Sustainability is no longer just a marketing argument for data centers. Electricity consumption, cooling, PUE, energy sources, and thermal reuse or efficiency influence project feasibility. In a context where AI increases rack density and power demand, operators aiming to grow must explain not just how much energy they have but how they use it.
The “AI-Ready” component must also be understood precisely. It doesn’t mean all clients will deploy large model training clusters, but the infrastructure must be prepared for denser loads with higher demands for power, cooling, connectivity, and physical security. In colocation, such preparation can be a decisive factor for companies hosting GPUs, inference, advanced analytics, or intensive data platforms.
| Factor | Why It Matters |
|---|---|
| Available Power | Determines how many high-density loads can be hosted |
| Proximity | Reduces latency and brings data closer to businesses and users |
| Carrier-neutral | Allows choosing operators and improves redundancy |
| Tier III | Provides a design framework focused on availability |
| Renewable Energy | Addresses ESG commitments and regulatory pressures |
| AI-Ready | Prepares the environment for GPUs, inference, and intensive loads |
Templus’s growth is also supported by an acquisition strategy. After buying assets from AtlasEdge, the company manages a portfolio of over 60 MW and 750 clients in high-growth colocation markets, according to AtlasEdge’s statement. Its website already lists locations in Madrid, Barcelona, Málaga, Seville, Valencia, Ceuta, Lisbon, Amsterdam, Copenhagen, Leeds, London, Milan, Paris, and Zurich.
The value of being close to the data
The opening of the Barcelona campus underscores a broader European trend: digital infrastructure is spreading beyond traditional hubs. AI, edge computing, data sovereignty, European regulation, and latency reduction are prompting many companies to seek capacity closer to their operational hubs.
This does not diminish the importance of large-scale infrastructure centers. Madrid, Frankfurt, London, Paris, and Amsterdam will remain vital. But the map is no longer solely defined by a few hyper-concentrated centers. Companies are increasingly adopting hybrid architectures, distributing loads across public and private clouds, regional colocation, edge sites, and their own facilities. In this landscape, Barcelona becomes more attractive with sufficient capacity, connectivity, and operators capable of supporting growth.

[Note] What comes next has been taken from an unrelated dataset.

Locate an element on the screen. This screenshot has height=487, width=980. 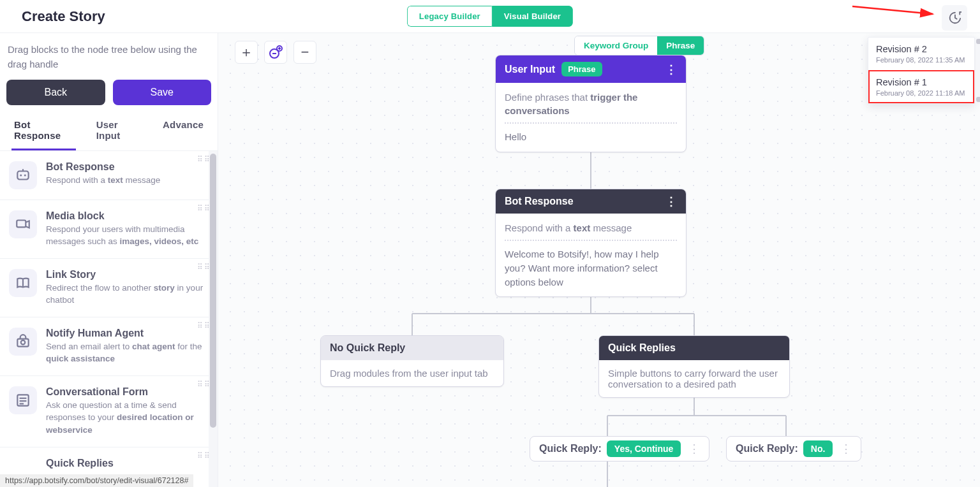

For Templus, Catalonia is becoming a key part of its pan-European expansion. The company isn’t just increasing megawatts but offering proximity solutions for companies and governments needing to host critical infrastructure close to their operational environment. The challenge will be maintaining efficiency, connectivity, service quality, and scalability amid growing demand and rising energy and regulatory requirements.
The launch of the 10 MW campus in Zona Franca sends a clear message: Barcelona wants a bigger role in European digital infrastructure, and Templus aims to have a visible position in that movement.

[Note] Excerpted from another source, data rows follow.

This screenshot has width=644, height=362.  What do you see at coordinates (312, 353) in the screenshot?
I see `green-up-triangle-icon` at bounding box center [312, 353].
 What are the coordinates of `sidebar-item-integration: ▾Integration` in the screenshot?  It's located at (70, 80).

Frequently Asked Questions
What has Templus opened in Barcelona?
Templus has inaugurated a data center campus in Zona Franca with 10 MW of actual capacity, resulting from interconnecting two nearby facilities.

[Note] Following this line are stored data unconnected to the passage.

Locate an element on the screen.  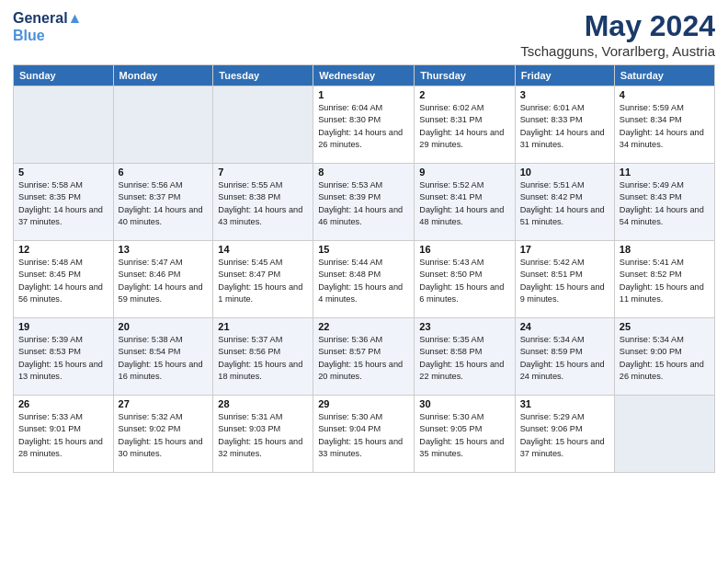
col-thursday: Thursday is located at coordinates (465, 75).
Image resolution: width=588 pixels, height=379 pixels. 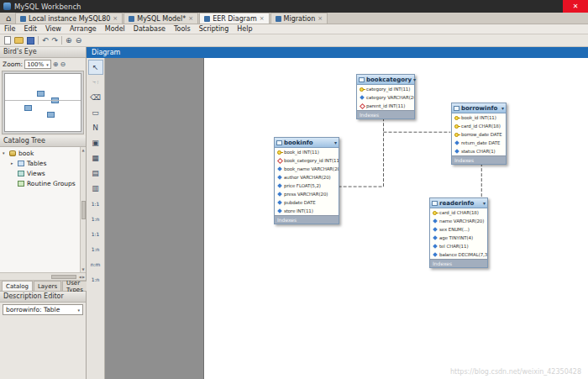 What do you see at coordinates (8, 18) in the screenshot?
I see `home-tab-icon: ⌂` at bounding box center [8, 18].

Where do the two campus data centers come from?
One originates from the acquisition of BitNAP from Cellnex in February 2025, expanded to 6 MW. The other is part of the AtlasEdge asset purchase, with 4 MW in Barcelona.
Why is this campus important for Catalonia?
Because it enhances local capacity for colocation, connectivity, and infrastructure ready for high-density loads—at a time when AI, cloud, data sovereignty, and digital transformation are accelerating.
What does “AI-Ready” mean for the campus?
It indicates that the infrastructure is prepared for more demanding loads involving GPUs, inference, advanced analytics, or data-intensive platforms, with higher power, cooling, and connectivity needs.